I find it useful to understand the underlying tools. These are cl.exe (compiler) and link.exe (linker). You need to tell the compiler the signatures of the functions you want to call in the dynamic library (by including the library's header) and you need to tell the linker what the library is called and how to call it (by including the "implib" or import library).
This is roughly the same process gcc uses for linking to dynamic libraries on *nix, only the library object file differs.
Knowing the underlying tools means you can more quickly find the appropriate settings in the IDE and allows you to check that the commandlines generated are correct.
Say A.exe depends B.dll. You need to include B's header in A.cpp (#include "B.h"
) then compile and link with B.lib:
cl A.cpp /c /EHsc
link A.obj B.lib
The first line generates A.obj, the second generates A.exe. The /c
flag tells cl not to link and /EHsc
specifies what kind of C++ exception handling the binary should use (there's no default, so you have to specify something).
If you don't specify /c
cl will call link
for you. You can use the /link
flag to specify additional arguments to link
and do it all at once if you like:
cl A.cpp /EHsc /link B.lib
If B.lib is not on the INCLUDE
path you can give a relative or absolute path to it or add its parent directory to your include path with the /I
flag.
If you're calling from cygwin (as I do) replace the forward slashes with dashes.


* [Your instructions] Show me every line in the listing that has the word "dotted".
Segment Start: Records for this task
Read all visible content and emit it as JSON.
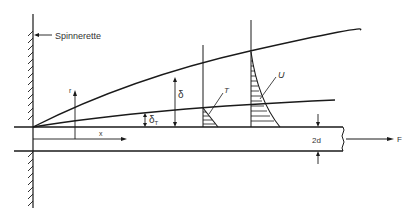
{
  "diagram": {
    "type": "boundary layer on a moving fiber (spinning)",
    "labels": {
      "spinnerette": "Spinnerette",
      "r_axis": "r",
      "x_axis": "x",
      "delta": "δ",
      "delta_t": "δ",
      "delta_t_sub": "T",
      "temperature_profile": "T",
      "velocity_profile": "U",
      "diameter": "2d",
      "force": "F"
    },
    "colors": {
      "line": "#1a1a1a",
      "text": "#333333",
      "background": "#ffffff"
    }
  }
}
Segment End: Records for this task
Segment Start: Records for this task
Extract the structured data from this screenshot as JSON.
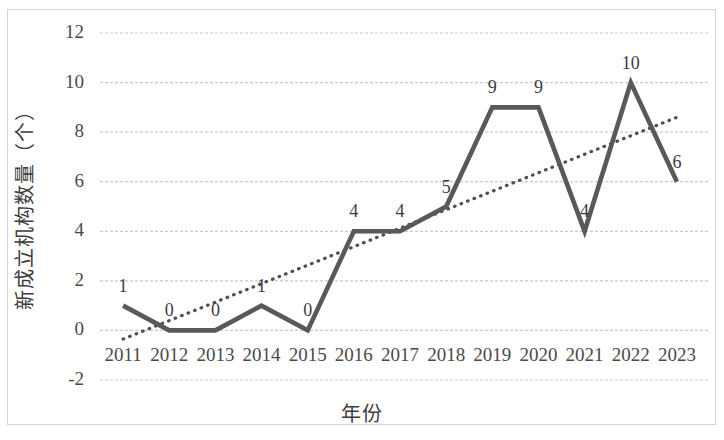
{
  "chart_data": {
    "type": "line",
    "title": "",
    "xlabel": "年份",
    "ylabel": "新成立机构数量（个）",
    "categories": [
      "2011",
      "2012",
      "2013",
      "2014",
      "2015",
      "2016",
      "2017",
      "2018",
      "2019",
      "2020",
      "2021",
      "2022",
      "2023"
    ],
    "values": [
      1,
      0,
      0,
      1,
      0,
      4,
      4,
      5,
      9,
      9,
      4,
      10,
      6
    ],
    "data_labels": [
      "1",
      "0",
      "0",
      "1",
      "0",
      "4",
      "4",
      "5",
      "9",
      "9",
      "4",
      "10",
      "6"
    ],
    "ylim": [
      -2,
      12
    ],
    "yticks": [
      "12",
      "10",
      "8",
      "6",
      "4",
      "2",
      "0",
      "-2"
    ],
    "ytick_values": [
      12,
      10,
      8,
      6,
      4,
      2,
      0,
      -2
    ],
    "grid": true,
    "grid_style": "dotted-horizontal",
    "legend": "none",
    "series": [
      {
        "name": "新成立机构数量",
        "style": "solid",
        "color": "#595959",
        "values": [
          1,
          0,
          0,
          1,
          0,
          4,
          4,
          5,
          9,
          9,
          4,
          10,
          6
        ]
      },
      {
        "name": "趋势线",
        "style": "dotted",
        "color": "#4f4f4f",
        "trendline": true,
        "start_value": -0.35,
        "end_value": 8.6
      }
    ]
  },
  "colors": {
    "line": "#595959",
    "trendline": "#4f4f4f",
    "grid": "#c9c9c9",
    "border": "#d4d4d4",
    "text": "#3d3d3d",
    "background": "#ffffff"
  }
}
Segment End: Records for this task
Segment Start: Records for this task
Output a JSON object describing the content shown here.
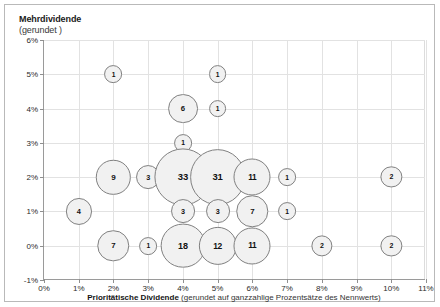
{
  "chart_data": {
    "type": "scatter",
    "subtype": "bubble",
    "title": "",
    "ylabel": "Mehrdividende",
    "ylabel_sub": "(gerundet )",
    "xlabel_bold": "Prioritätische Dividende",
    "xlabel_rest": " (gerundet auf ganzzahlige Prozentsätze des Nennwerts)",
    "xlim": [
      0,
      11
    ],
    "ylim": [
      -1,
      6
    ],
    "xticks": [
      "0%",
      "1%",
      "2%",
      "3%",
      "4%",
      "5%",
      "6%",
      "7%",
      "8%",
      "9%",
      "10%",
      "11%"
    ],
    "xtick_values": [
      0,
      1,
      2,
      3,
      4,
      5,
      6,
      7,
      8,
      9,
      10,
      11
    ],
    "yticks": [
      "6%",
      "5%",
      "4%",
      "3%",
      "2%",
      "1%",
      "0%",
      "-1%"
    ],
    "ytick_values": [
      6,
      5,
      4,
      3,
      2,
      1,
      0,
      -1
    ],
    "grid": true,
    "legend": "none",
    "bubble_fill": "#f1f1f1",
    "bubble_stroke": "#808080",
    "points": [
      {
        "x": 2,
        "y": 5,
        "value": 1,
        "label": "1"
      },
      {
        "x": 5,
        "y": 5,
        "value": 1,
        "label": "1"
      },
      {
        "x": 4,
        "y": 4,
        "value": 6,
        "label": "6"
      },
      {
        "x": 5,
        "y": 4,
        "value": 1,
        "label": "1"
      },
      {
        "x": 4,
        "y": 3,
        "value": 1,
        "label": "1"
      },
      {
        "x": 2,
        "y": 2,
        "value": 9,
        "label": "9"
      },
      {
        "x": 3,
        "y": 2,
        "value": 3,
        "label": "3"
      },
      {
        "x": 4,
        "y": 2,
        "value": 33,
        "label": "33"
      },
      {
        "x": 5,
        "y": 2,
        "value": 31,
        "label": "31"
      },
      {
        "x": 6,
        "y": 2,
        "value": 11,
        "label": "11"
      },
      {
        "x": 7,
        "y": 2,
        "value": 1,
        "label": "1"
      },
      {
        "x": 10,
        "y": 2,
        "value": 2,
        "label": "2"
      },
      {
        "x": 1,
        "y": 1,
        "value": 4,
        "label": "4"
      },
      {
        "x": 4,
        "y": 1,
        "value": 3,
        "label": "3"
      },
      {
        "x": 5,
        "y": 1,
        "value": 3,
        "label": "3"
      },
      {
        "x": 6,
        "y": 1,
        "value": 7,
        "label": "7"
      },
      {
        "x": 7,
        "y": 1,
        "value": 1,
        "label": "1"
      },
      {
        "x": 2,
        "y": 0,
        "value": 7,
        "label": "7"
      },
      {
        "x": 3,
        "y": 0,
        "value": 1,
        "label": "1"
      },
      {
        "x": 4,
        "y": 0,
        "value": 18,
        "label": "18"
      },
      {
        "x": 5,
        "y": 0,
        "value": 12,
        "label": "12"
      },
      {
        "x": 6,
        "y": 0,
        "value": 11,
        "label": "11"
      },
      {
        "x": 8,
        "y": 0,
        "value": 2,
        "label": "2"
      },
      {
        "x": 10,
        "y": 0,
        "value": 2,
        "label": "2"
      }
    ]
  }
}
Segment End: Records for this task
* [Worked solution]
    "grid_style": "dotted-horizontal",
        "style": "dotted",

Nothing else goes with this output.